His letter adds: “I am writing to request further information about the steps taken by the appointing minister to confirm that Mr Watt was a fit and proper person for the position, including how it was confirmed that his conduct to date had been compatible with the public appointment.

“The committee wish to understand what this confirmation process involves in practice.”

The national investment bank is expected to be operational by the end of the year and will invest up to £2 billion of public funding over the next decade in Scottish firms.

Watt was chief executive at Martin Currie in 2012 when it was fined £8.6million by US and UK regulators.

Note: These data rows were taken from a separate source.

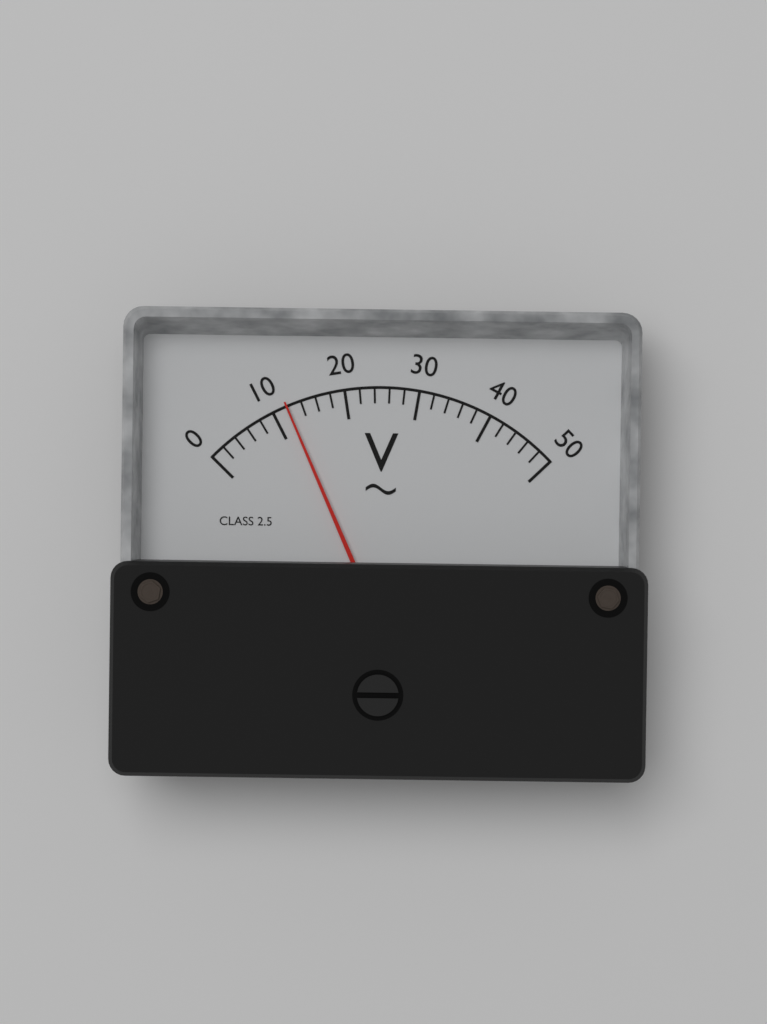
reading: 12 V
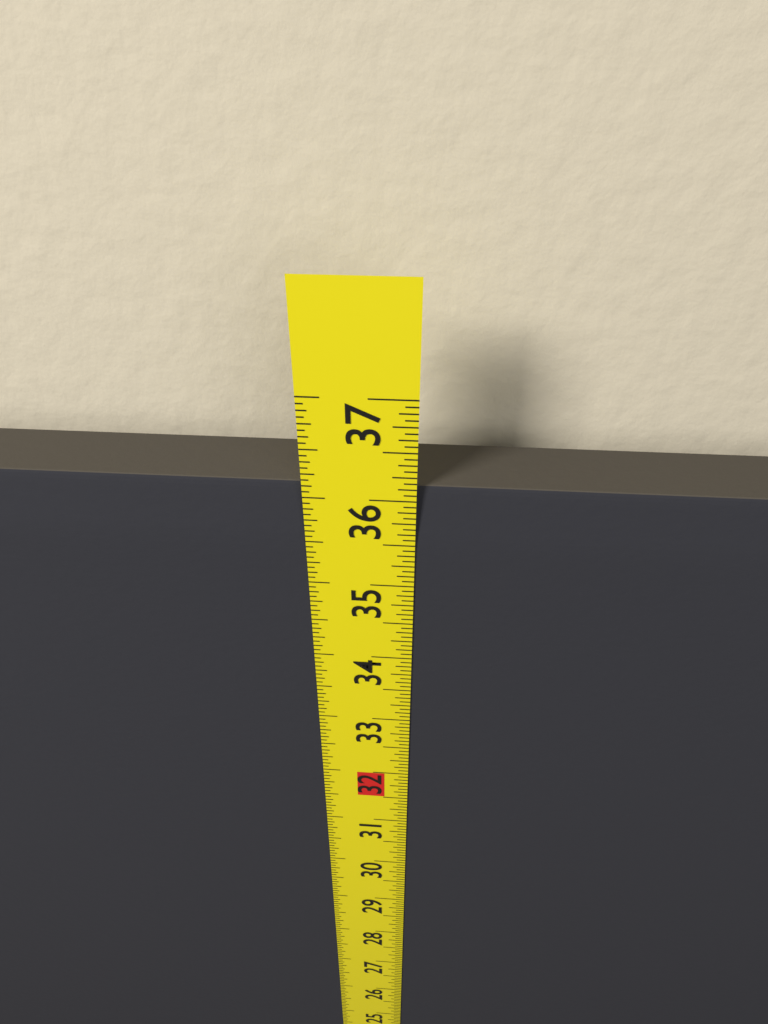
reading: 36.1250 in
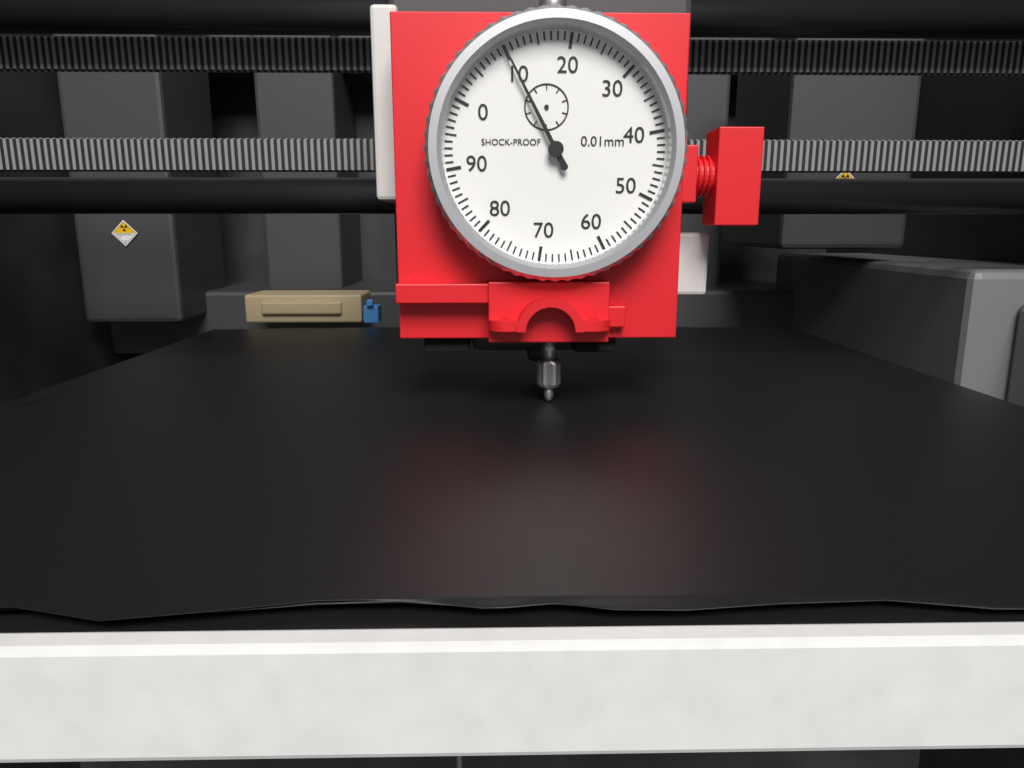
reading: 10 0.01mm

It came after the Edinburgh-based firm caused one client to enter into a deal which saved another of its own clients from financial difficulties.

The committee letter has been dispatched following a recent evidence taking session with Caroline Anderson, the Commissioner for Ethical Standards in Public Life in Scotland.

The watchdog revealed she had played no role in the oversight of the “unregulated” appointment of the chair of the bank because it fell outwith her remit.